Chen-Bo Zhu, also known as Zhu Chengbo (Chinese: 朱程波), is a Singaporean mathematician. Currently he heads the Department of Mathematics at the National University of Singapore. Zhu served as President of the Singapore Mathematical Society from 2009 to 2012 and Vice President of the Southeast Asian Mathematical Society from 2012 to 2013.
In mathematics, Zhu’s work is in representation theory of Lie groups.
Born September, 1964 in Yin County (Chinese: 鄞县, current Yinzhou District), Ningbo, Zhejiang Province in China, Zhu attended Yinzhou High School from 1978 to 1980 and studied mathematics as an undergraduate at Zhejiang University from 1980 to 1984. In 1984, Zhu was among the 15 students nationwide selected by the Government of China and by a joint AMS-SIAM committee for PhD study in the U.S. (Also known as Shiing-Shen Chern Program). Subsequently, he went to Yale University in 1985 and obtained his PhD in 1990, under the direction of Roger Howe. Zhu joined the Department of Mathematics at NUS in 1991, and became a Singapore citizen in 1995.
In representation theory, Zhu’s work is focused on classical groups and their smooth representations. Jointly with Binyong Sun, he has proved multiplicity at most one for branching (also called strong Gelfand pair property) in the Archimedean case, and the conservation conjecture of Stephen S. Kudla and Stephen Rallis. He has also applied Howe correspondence to the structural study of degenerate representations and to the understanding of singularities for infinite-dimensional representations.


*Exercise requirements*: Everything in the records except the pictures should come back exactly as written.

*Data*:
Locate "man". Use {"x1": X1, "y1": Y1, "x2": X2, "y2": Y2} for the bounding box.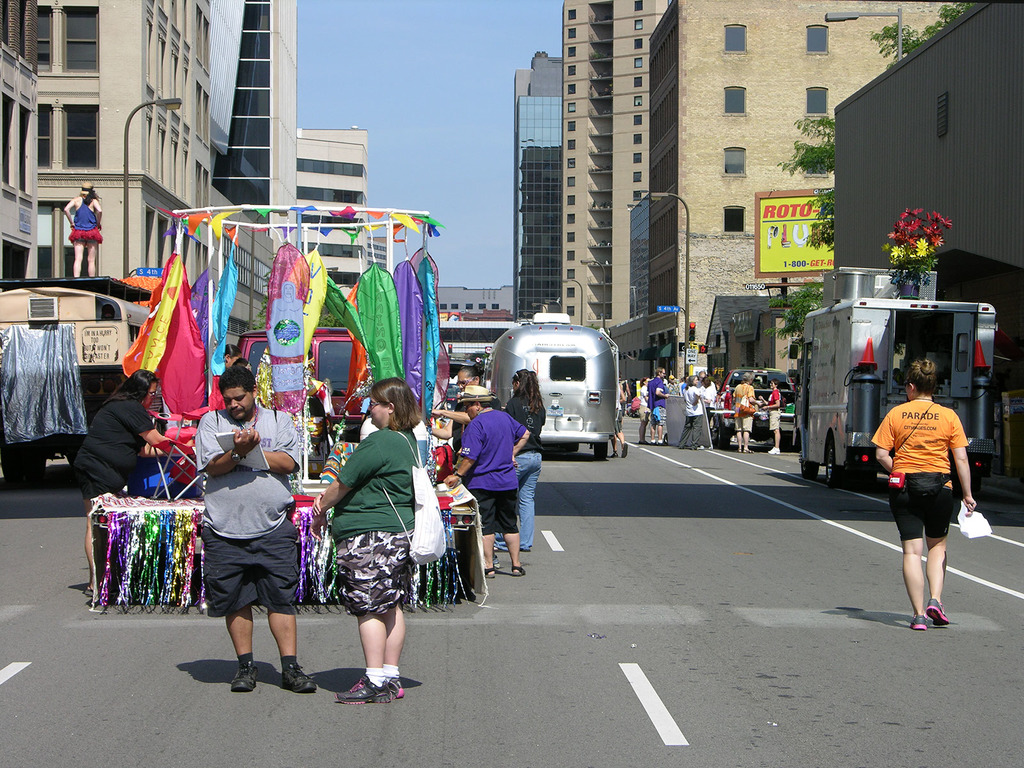
{"x1": 184, "y1": 401, "x2": 303, "y2": 698}.
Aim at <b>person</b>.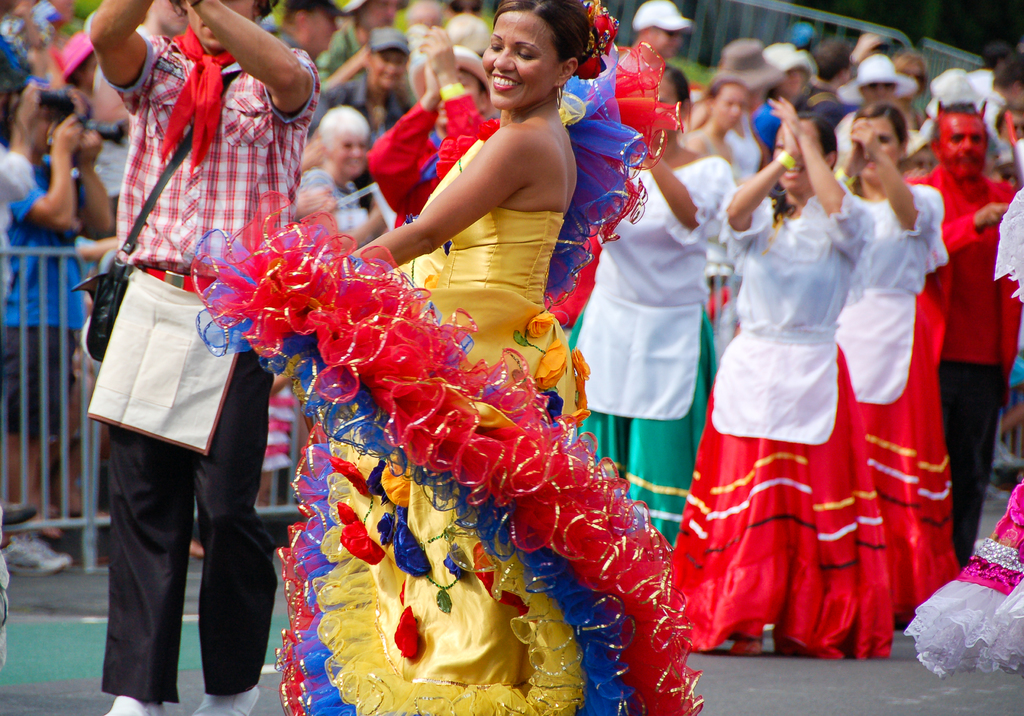
Aimed at region(906, 105, 1011, 555).
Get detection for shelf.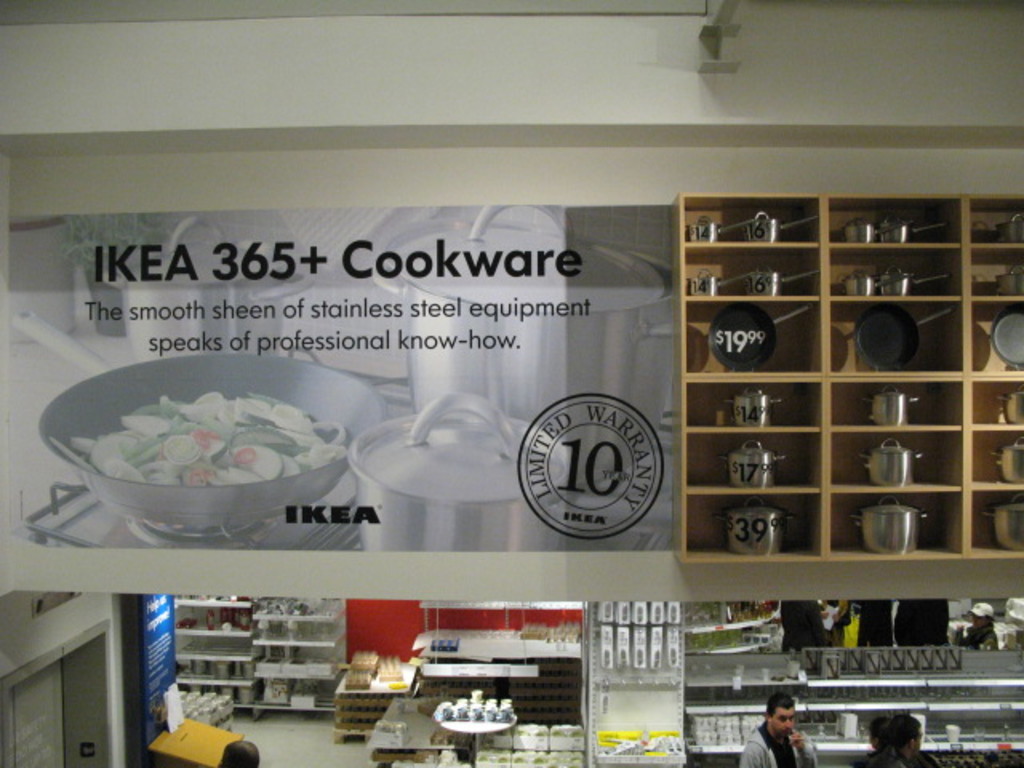
Detection: bbox=[974, 203, 1022, 242].
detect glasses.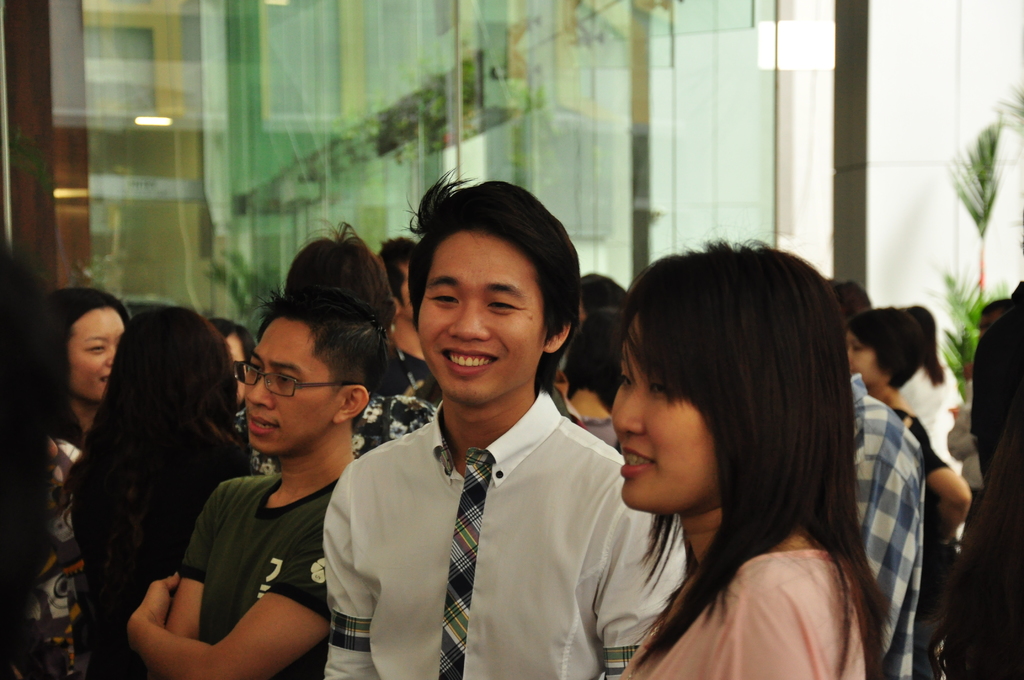
Detected at {"x1": 221, "y1": 373, "x2": 360, "y2": 419}.
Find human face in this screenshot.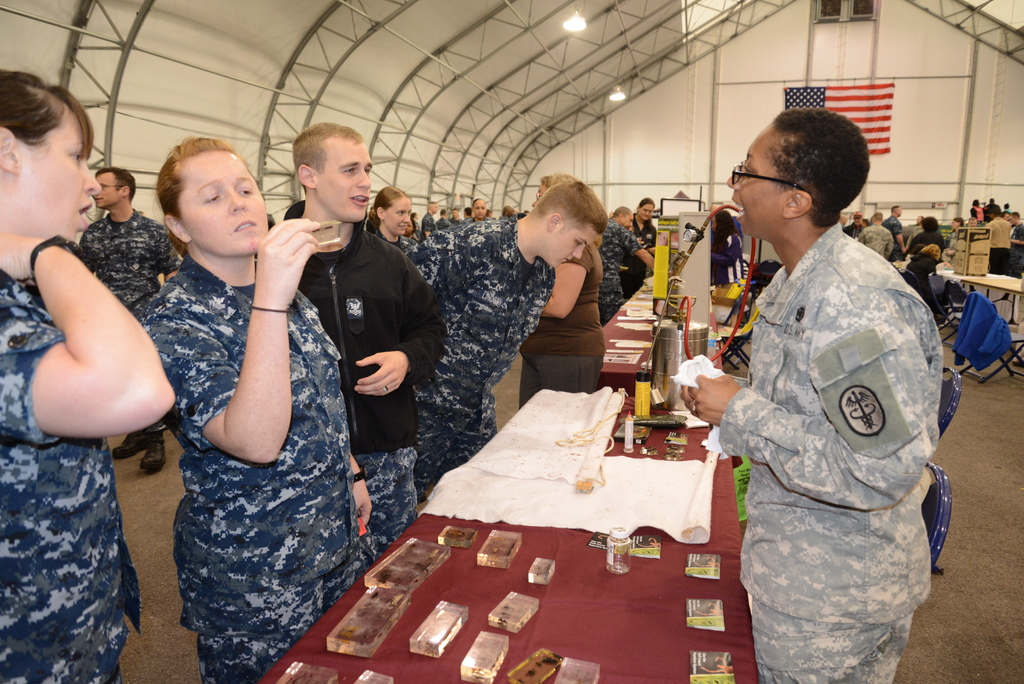
The bounding box for human face is [449,209,457,220].
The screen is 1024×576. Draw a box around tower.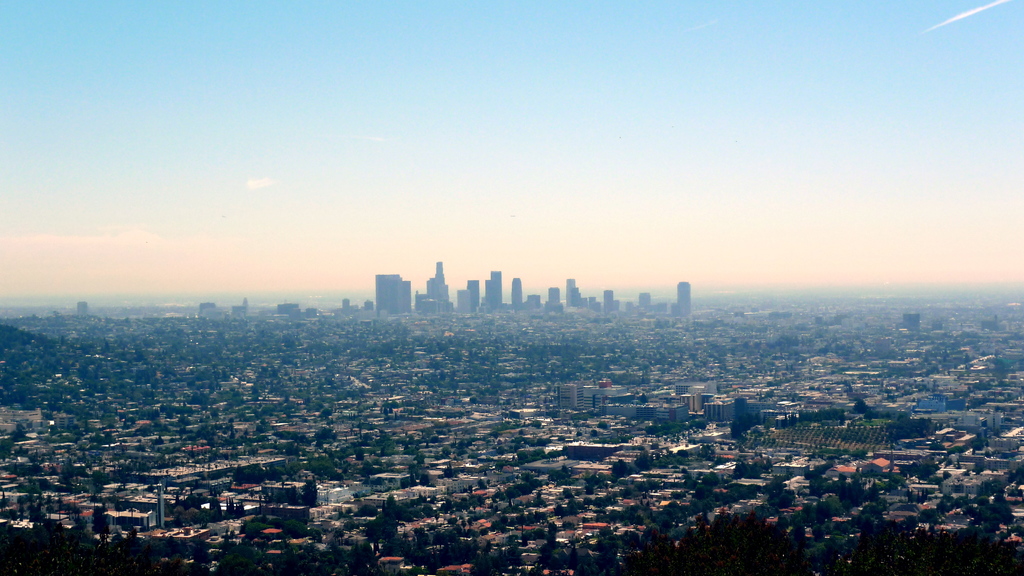
(left=493, top=270, right=506, bottom=303).
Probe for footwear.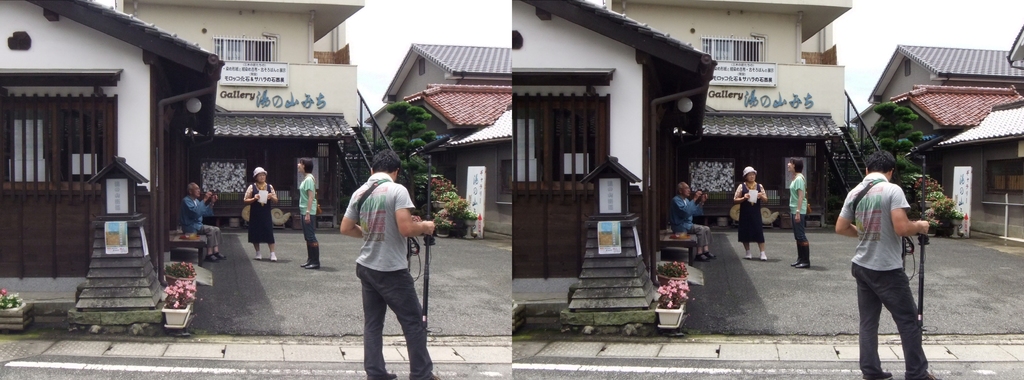
Probe result: 699, 253, 715, 258.
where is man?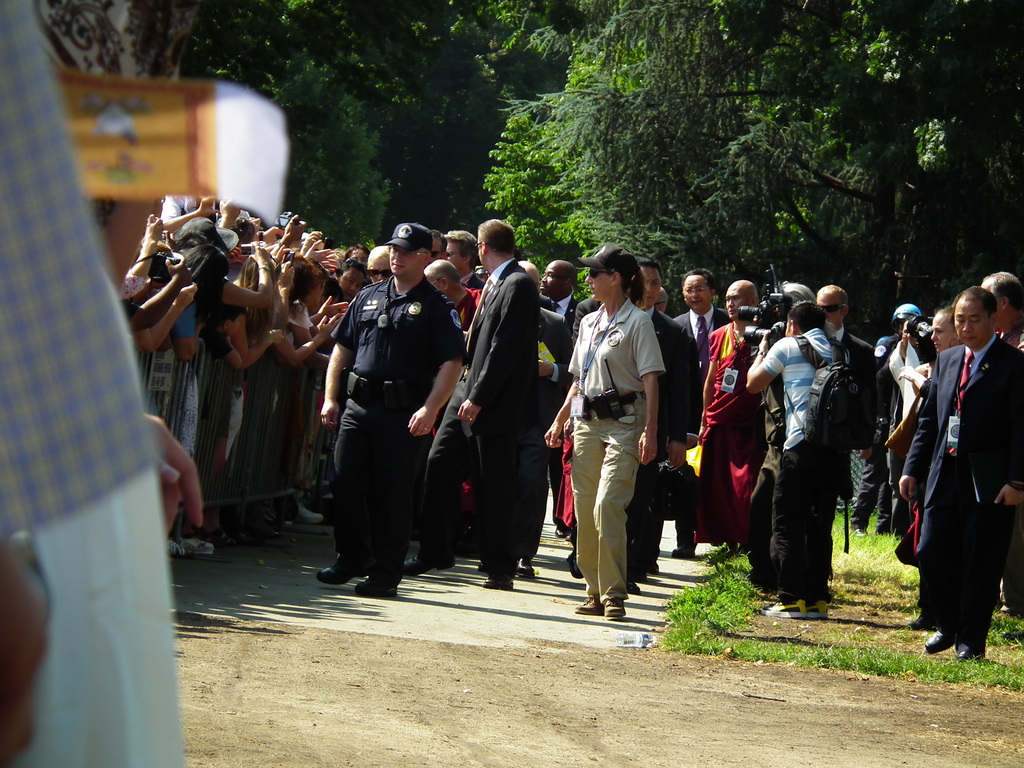
[left=667, top=271, right=728, bottom=570].
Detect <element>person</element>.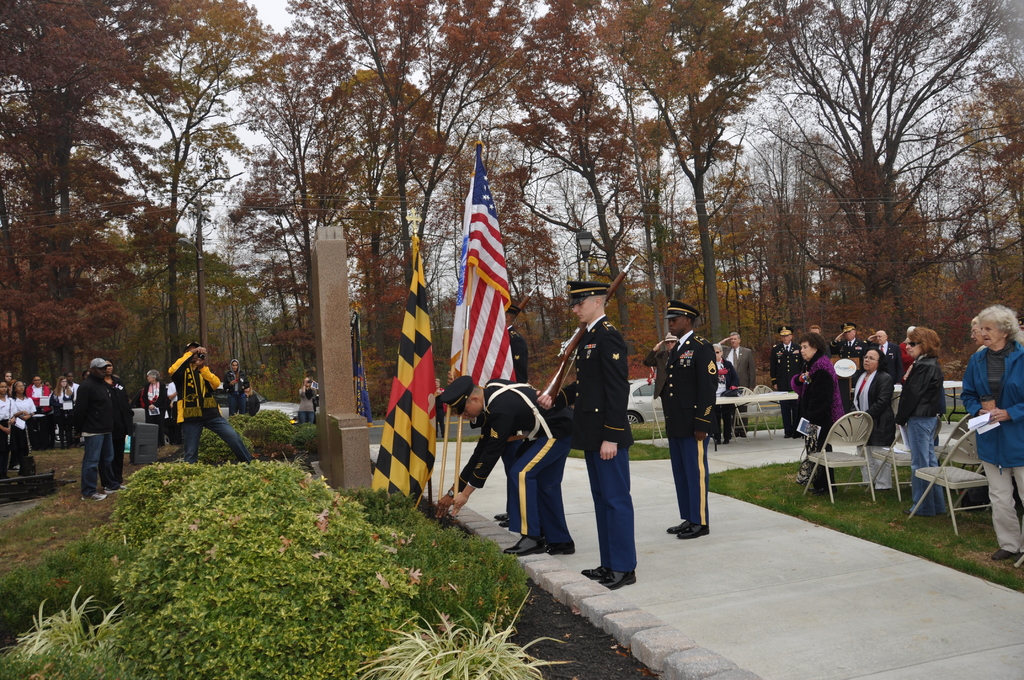
Detected at Rect(728, 331, 765, 430).
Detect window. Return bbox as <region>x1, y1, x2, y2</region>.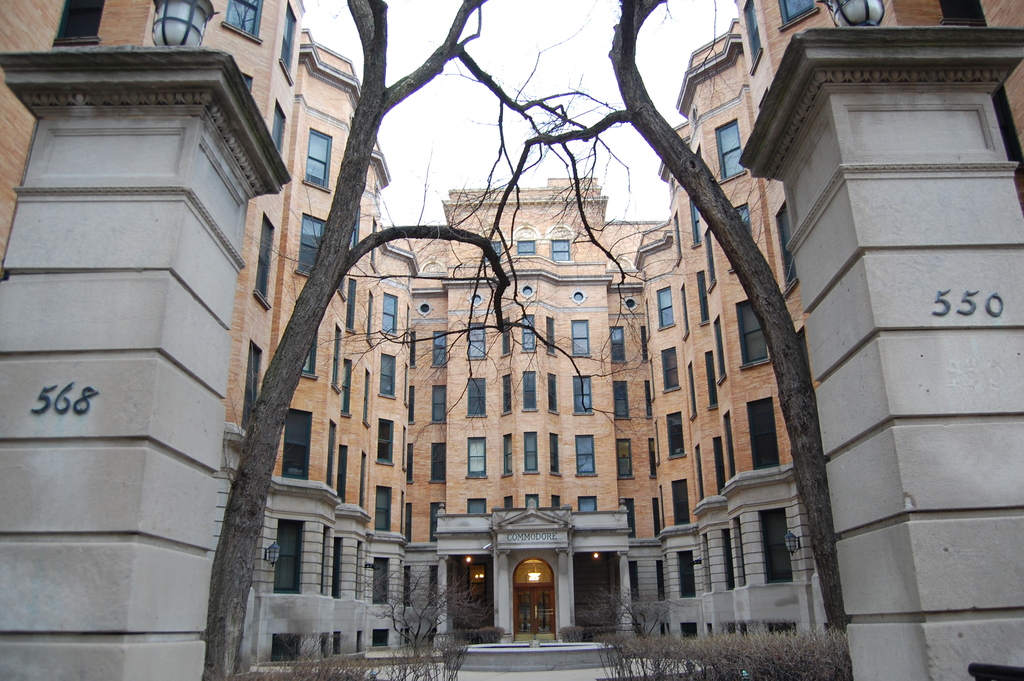
<region>298, 209, 325, 277</region>.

*Answer space*:
Locate "man". Use {"x1": X1, "y1": Y1, "x2": X2, "y2": Y2} for the bounding box.
{"x1": 184, "y1": 401, "x2": 303, "y2": 698}.
Aim at <b>person</b>.
Aimed at region(906, 105, 1011, 555).
Get detection for shelf.
Detection: bbox=[974, 203, 1022, 242].
detect glasses.
Detected at {"x1": 221, "y1": 373, "x2": 360, "y2": 419}.
Find human face in this screenshot.
The bounding box for human face is [449,209,457,220].
The screen is 1024×576. Draw a box around tower.
(left=493, top=270, right=506, bottom=303).
Probe for footwear.
Probe result: 699, 253, 715, 258.
where is man?
[left=667, top=271, right=728, bottom=570].
Detect <element>person</element>.
Detected at Rect(728, 331, 765, 430).
Detect window. Return bbox as <region>x1, y1, x2, y2</region>.
<region>298, 209, 325, 277</region>.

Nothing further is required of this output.